This is simply not true. In Denmark we have a welfare and tax scheme that benefits the majority at the expense of the productive few and the poor (Director's law?). I have never met a danish entrepreneur who didn't complain about taxes, never ever... http://taxfoundation.org/sites/taxfoundation.org/files/docs/...
And I have never met one who did complain about taxes (I haven't asked about it either).
The danish successful entrepreneur Morten Strunge recently entered the tax discussion saying that he did not think much about taxes and that current proposed tax reliefs would not make much difference to him.
I see myself as an entrepreneur and I am not complaining about taxes.
In fact I have a hard time seeing taxes as something working particularly against entrepreneurs.
1) When you're an entrepreneur you keep your salary low and you re-invest the profit in your company. This will limit the amount of taxes you pay personally and in the company.
2) As an entrepreneur you likely have a dream about huge growth in the company and making a lot of money in the end. Why would you worry about having marginally less "lot of money" in the end?
How do you define "marginally less"? Open your eyes and look at the graph I posted.
Let me name the obvious few: Christensen and Fornais (Saxo Bank), Jesper Buch (Just Eat), Mads Peter Veiby (M1), Lars Tvede, Toke Kruse (billys), Martin Thorborg (Jubii/Amino/Dinero/Agera). They are all members of Liberal Alliance and all of them frequently advocate lower taxes. Janus Friis (Skype) fled the country to avoid taxes (nuff said). I have met at least 50 entrepreneurs who openly complained about the current level of taxation.
Using the numbers in the graph, if you make 1 billion you would have 580 mio. after taxes in Denmark and 720 mio. in UK. The difference is huge in absolute numbers but relatively it is not. I doubt that entrepreneurs would have any less drive or motivation to succeed because of this difference.
> Christensen and Fornais (Saxo Bank), Jesper Buch (Just Eat), Mads Peter Veiby (M1), Lars Tvede, Toke Kruse (billys), Martin Thorborg (Jubii/Amino/Dinero/Agera)
Most of these are liberalists who happens to be entrepreneurs. They also all belong to the commercial/business type of entrepreneurs.
DHH would beg to differ with you. He's stated a few times that he's a successful entrepreneur because of the Danish social safety net (and the taxes that pay for it).
That is a very simplistic attitude. First of all, I have met countless entrepreneurs who support this "scheme", just to counter your anecdotal evidence. Second, shouldn't a "welfare scheme" benefit the poor, not exist at the expense of them? Are you arguing that the danish welfare system failed in what could be considered it's most essential undertaking? Third, "benefits the majority at the expense of the productive few" doesn't ring true to me. You make it sound like the "productive few" do not receive the same benefits as everyone else, and that the fact that everyone else receives benefits is inconsequential. It's not. Time and again (financial) equality in society has proven to be immeasurably beneficial, in so many regards.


What the exercise asks => Your copy should match the records below word for word and contain no pictures.

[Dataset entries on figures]

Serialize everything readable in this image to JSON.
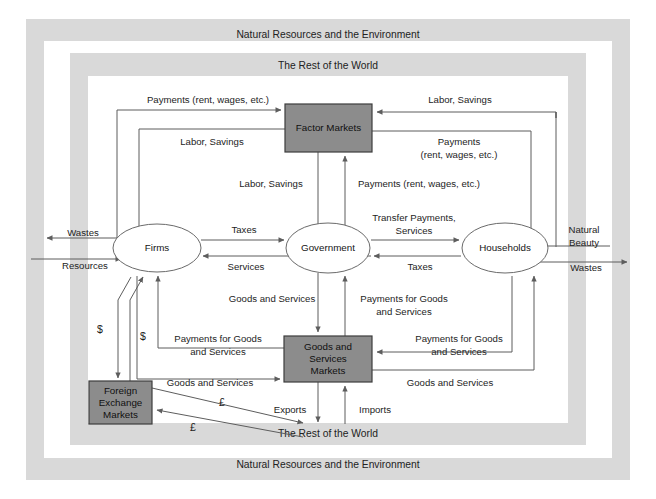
{
  "figure": {
    "background_color": "#ffffff",
    "band_color": "#d9d9d9",
    "inner_fill": "#ffffff",
    "box_fill": "#8c8c8c",
    "ellipse_fill": "#ffffff",
    "line_color": "#5d5d5d"
  },
  "frames": {
    "outer": {
      "label_top": "Natural Resources and the Environment",
      "label_bottom": "Natural Resources and the Environment"
    },
    "middle": {
      "label_top": "The Rest of the World",
      "label_bottom": "The Rest of the World"
    }
  },
  "nodes": {
    "factor_markets": {
      "label": "Factor Markets",
      "shape": "rect",
      "fill": "#8c8c8c"
    },
    "goods_markets": {
      "line1": "Goods and",
      "line2": "Services",
      "line3": "Markets",
      "shape": "rect",
      "fill": "#8c8c8c"
    },
    "foreign_exchange": {
      "line1": "Foreign",
      "line2": "Exchange",
      "line3": "Markets",
      "shape": "rect",
      "fill": "#8c8c8c"
    },
    "firms": {
      "label": "Firms",
      "shape": "ellipse",
      "fill": "#ffffff"
    },
    "government": {
      "label": "Government",
      "shape": "ellipse",
      "fill": "#ffffff"
    },
    "households": {
      "label": "Households",
      "shape": "ellipse",
      "fill": "#ffffff"
    }
  },
  "flows": {
    "firms_to_factor_payments": "Payments (rent, wages, etc.)",
    "factor_to_firms_labor": "Labor, Savings",
    "households_to_factor_labor": "Labor, Savings",
    "factor_to_households_payments_l1": "Payments",
    "factor_to_households_payments_l2": "(rent, wages, etc.)",
    "factor_to_government_labor": "Labor, Savings",
    "government_to_factor_payments": "Payments (rent, wages, etc.)",
    "firms_to_government_taxes": "Taxes",
    "government_to_firms_services": "Services",
    "government_to_households_transfer_l1": "Transfer Payments,",
    "government_to_households_transfer_l2": "Services",
    "households_to_government_taxes": "Taxes",
    "government_to_goods_gs": "Goods and Services",
    "goods_to_government_payments_l1": "Payments for Goods",
    "goods_to_government_payments_l2": "and Services",
    "goods_to_firms_payments_l1": "Payments for Goods",
    "goods_to_firms_payments_l2": "and Services",
    "households_to_goods_payments_l1": "Payments for Goods",
    "households_to_goods_payments_l2": "and Services",
    "firms_to_goods_gs": "Goods and Services",
    "goods_to_households_gs": "Goods and Services",
    "goods_exports": "Exports",
    "goods_imports": "Imports",
    "env_wastes_left": "Wastes",
    "env_resources_left": "Resources",
    "env_natural_beauty_l1": "Natural",
    "env_natural_beauty_l2": "Beauty",
    "env_wastes_right": "Wastes",
    "dollar_1": "$",
    "dollar_2": "$",
    "pound_1": "£",
    "pound_2": "£"
  }
}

Problem solution =>
Serialize everything readable in this image to JSON.
{
  "figure": {
    "background_color": "#ffffff",
    "band_color": "#d9d9d9",
    "inner_fill": "#ffffff",
    "box_fill": "#8c8c8c",
    "ellipse_fill": "#ffffff",
    "line_color": "#5d5d5d"
  },
  "frames": {
    "outer": {
      "label_top": "Natural Resources and the Environment",
      "label_bottom": "Natural Resources and the Environment"
    },
    "middle": {
      "label_top": "The Rest of the World",
      "label_bottom": "The Rest of the World"
    }
  },
  "nodes": {
    "factor_markets": {
      "label": "Factor Markets",
      "shape": "rect",
      "fill": "#8c8c8c"
    },
    "goods_markets": {
      "line1": "Goods and",
      "line2": "Services",
      "line3": "Markets",
      "shape": "rect",
      "fill": "#8c8c8c"
    },
    "foreign_exchange": {
      "line1": "Foreign",
      "line2": "Exchange",
      "line3": "Markets",
      "shape": "rect",
      "fill": "#8c8c8c"
    },
    "firms": {
      "label": "Firms",
      "shape": "ellipse",
      "fill": "#ffffff"
    },
    "government": {
      "label": "Government",
      "shape": "ellipse",
      "fill": "#ffffff"
    },
    "households": {
      "label": "Households",
      "shape": "ellipse",
      "fill": "#ffffff"
    }
  },
  "flows": {
    "firms_to_factor_payments": "Payments (rent, wages, etc.)",
    "factor_to_firms_labor": "Labor, Savings",
    "households_to_factor_labor": "Labor, Savings",
    "factor_to_households_payments_l1": "Payments",
    "factor_to_households_payments_l2": "(rent, wages, etc.)",
    "factor_to_government_labor": "Labor, Savings",
    "government_to_factor_payments": "Payments (rent, wages, etc.)",
    "firms_to_government_taxes": "Taxes",
    "government_to_firms_services": "Services",
    "government_to_households_transfer_l1": "Transfer Payments,",
    "government_to_households_transfer_l2": "Services",
    "households_to_government_taxes": "Taxes",
    "government_to_goods_gs": "Goods and Services",
    "goods_to_government_payments_l1": "Payments for Goods",
    "goods_to_government_payments_l2": "and Services",
    "goods_to_firms_payments_l1": "Payments for Goods",
    "goods_to_firms_payments_l2": "and Services",
    "households_to_goods_payments_l1": "Payments for Goods",
    "households_to_goods_payments_l2": "and Services",
    "firms_to_goods_gs": "Goods and Services",
    "goods_to_households_gs": "Goods and Services",
    "goods_exports": "Exports",
    "goods_imports": "Imports",
    "env_wastes_left": "Wastes",
    "env_resources_left": "Resources",
    "env_natural_beauty_l1": "Natural",
    "env_natural_beauty_l2": "Beauty",
    "env_wastes_right": "Wastes",
    "dollar_1": "$",
    "dollar_2": "$",
    "pound_1": "£",
    "pound_2": "£"
  }
}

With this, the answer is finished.